The Church was built in an age when durability was regarded as an important consideration in such structures. It is a large, unornamented, substantial edifice, with buttresses, battlements, and a square tower; and having stood for centuries, by God's blessing it may stand for centuries to come. On a nearer view, you perceive that it has suffered something by the substitution of slates for lead upon the roof, an alteration which was made some few years ago, when the building underwent a repair. Alice de Romley, heiress of Egremont and Skipton, who, in the reign of Stephen, or of his successor, married the Lord of Allerdale, gave it to Fountains Abbey, and is supposed to have been the person by whom it was founded and

endowed. It was soon afterwards appropriated to that monastery, the collation being reserved to the Bishops of Carlisle. William Fitz Duncan, the husband of this Alice, was son to the Earl of Murray, and brother to David King of Scotland; and this may perhaps explain why the church was dedicated to the Scotch St. Kentigern, Bishop of Glasgow, and patron saint of that cathedral, a personage now utterly forgotten here, in the parish where, during so many generations, his festival used to be celebrated on the 13th of January. Here followeth his legend,.. it is a better word than history for such tales. Hagiologists have related it without scruple, and during many ages it was believed without hesitation.
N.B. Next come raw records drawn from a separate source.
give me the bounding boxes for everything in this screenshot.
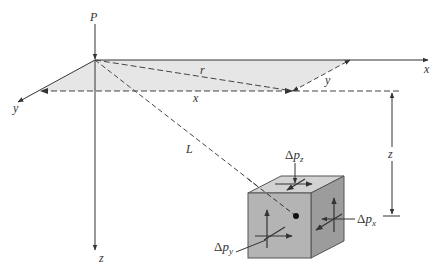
stress-diagram: x y z P x r y z L (0, 0, 443, 276)
stress-element-cube (248, 176, 344, 258)
dpy-label: Δpy (214, 239, 233, 256)
point-dot (293, 213, 299, 219)
dpx-label: Δpx (357, 211, 376, 228)
z-dimension-label: z (387, 147, 393, 161)
cube-front-face (248, 193, 311, 258)
x-distance-label: x (192, 91, 199, 105)
r-distance-label: r (200, 63, 205, 77)
diagram-svg: x y z P x r y z L (0, 0, 443, 276)
L-distance-label: L (185, 142, 193, 156)
x-axis-label: x (423, 62, 430, 76)
dpz-label: Δpz (285, 147, 304, 164)
y-axis-label: y (12, 101, 19, 115)
z-axis-label: z (98, 251, 104, 265)
load-label: P (89, 10, 98, 24)
y-distance-label: y (324, 73, 331, 87)
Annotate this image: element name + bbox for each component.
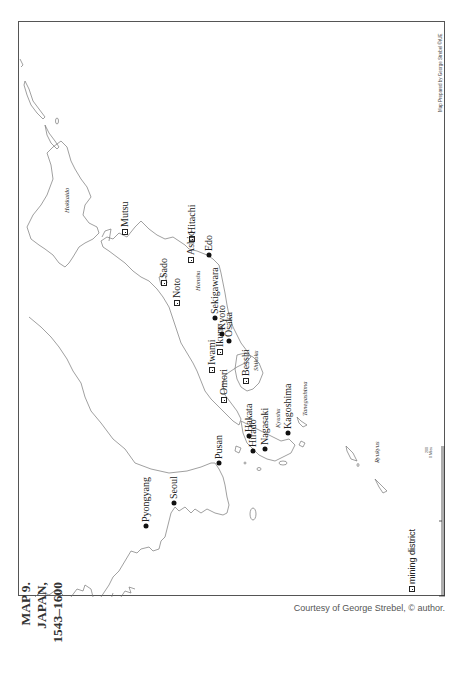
map-credit-vertical: Map Prepared by George Strebel ©rUE	[439, 33, 444, 112]
region-label-tanegashima: Tanegashima	[302, 382, 309, 416]
mining-district-label-ashio: Ashio	[186, 231, 196, 255]
mining-district-icon	[188, 257, 194, 263]
mining-district-icon	[161, 280, 167, 286]
region-label-ryukyus: Ryukyus	[374, 441, 381, 463]
title-line-1: MAP 9.	[18, 582, 34, 672]
mining-district-label-sado: Sado	[159, 258, 169, 278]
title-line-2: JAPAN,	[34, 582, 50, 672]
legend-label: mining district	[408, 529, 417, 584]
city-dot-icon	[286, 431, 291, 436]
city-dot-icon	[144, 524, 149, 529]
mining-district-icon	[217, 349, 223, 355]
mining-district-label-besshi: Besshi	[241, 349, 251, 376]
mining-district-icon	[174, 300, 180, 306]
mining-district-icon	[243, 378, 249, 384]
map-caption: Courtesy of George Strebel, © author.	[294, 603, 445, 613]
city-label-kagoshima: Kagoshima	[283, 383, 293, 429]
mining-district-icon	[221, 397, 227, 403]
city-label-osaka: Osaka	[224, 312, 234, 337]
city-label-seoul: Seoul	[169, 476, 179, 499]
map-title: MAP 9. JAPAN, 1543–1600	[18, 582, 66, 672]
city-dot-icon	[227, 339, 232, 344]
city-dot-icon	[251, 449, 256, 454]
city-dot-icon	[217, 461, 222, 466]
mining-district-label-omori: Omori	[219, 369, 229, 395]
region-label-hokkaido: Hokkaido	[64, 188, 71, 213]
city-dot-icon	[207, 253, 212, 258]
mining-district-label-mutsu: Mutsu	[120, 201, 130, 227]
city-label-pusan: Pusan	[214, 435, 224, 459]
mining-district-label-hitachi: Hitachi	[187, 205, 197, 234]
mining-district-label-noto: Noto	[172, 278, 182, 298]
region-label-kyushu: Kyushu	[275, 409, 282, 429]
scale-label-bottom: 0 Miles	[430, 447, 434, 458]
city-label-edo: Edo	[204, 235, 214, 251]
mining-district-icon	[209, 367, 215, 373]
city-label-nagasaki: Nagasaki	[260, 408, 270, 445]
city-label-pyongyang: Pyongyang	[141, 477, 151, 522]
scale-bar	[439, 446, 445, 596]
mining-district-icon	[122, 229, 128, 235]
map-frame: HokkaidoHonshuShikokuKyushuTanegashimaRy…	[18, 21, 445, 596]
title-line-3: 1543–1600	[50, 582, 66, 672]
city-label-hirado: Hirado	[248, 419, 258, 447]
city-dot-icon	[172, 501, 177, 506]
mining-district-icon	[409, 586, 415, 592]
city-dot-icon	[263, 447, 268, 452]
region-label-shikoku: Shikoku	[253, 350, 260, 371]
region-label-honshu: Honshu	[195, 271, 202, 291]
coastline-map	[19, 22, 446, 597]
The Saint in question was, as the romance says of Merlin, son of the Devil, a gentleman on his mother's side: his mother Thametes, or Thenis, being the daughter of King Lot of Lowthean and Orkenay, (a personage well known in the annals of the Round Table,) by Anna, daughter to Uther Pendragon, and half sister to King Arthur. A more illustrious stock could hardly be found in chivalrous genealogy. The time of his birth has been fixed in the year 514, and his nativity," admirable for the strangeness of it," says Father Cressy, has been

celebrated by many ancient writers. King Lot it seems was at that time a Pagan, and his Queen little better, for their daughter grew up in idolatry; she had opportunity, however, of hearing frequent sermons, and, becoming a convert, observed the precepts of Christianity as diligently as if she had been baptized.

The young Princess was a person of singular beauty, and more singular devotion. Of all that she heard from her religious teacher, there was nothing which so strongly impressed her imagination as the maternity of the Blessed Virgin; insomuch that, (in the words of the legend,) with a presumptuous boldness and a womanish temerity, she desired and longed to resemble her in this, and even made it the object of her prayers. After awhile she found unequivocal symptoms that her desire had been accomplished. How, or when, or by whom

* " Mariæ Virginis integritatem fæcundam venerando admirans et diligens, præsumptuosâ audacia et quadam temeritate feminiâ, in conceptu et partu illi assimilari, et eam imitari desiderans, assiduis precibus Regem cælorum et Dominum super hoc deprecari sæpius cœpit. Elapso demum temporis spatio inventa est illa in utero habens; et magnificans Deum, desiderium suum adimpletum esse simpliciter credebat. Quod enim in eâ natum est, de complexu humano suscepit, sed ipsa multoties usseruit, et juramento constrinxit, quod a quo, vel quando, aut quomodo conceperit, in conscientia non habebat,"-Acta SS. Jan. t. i. p. 816.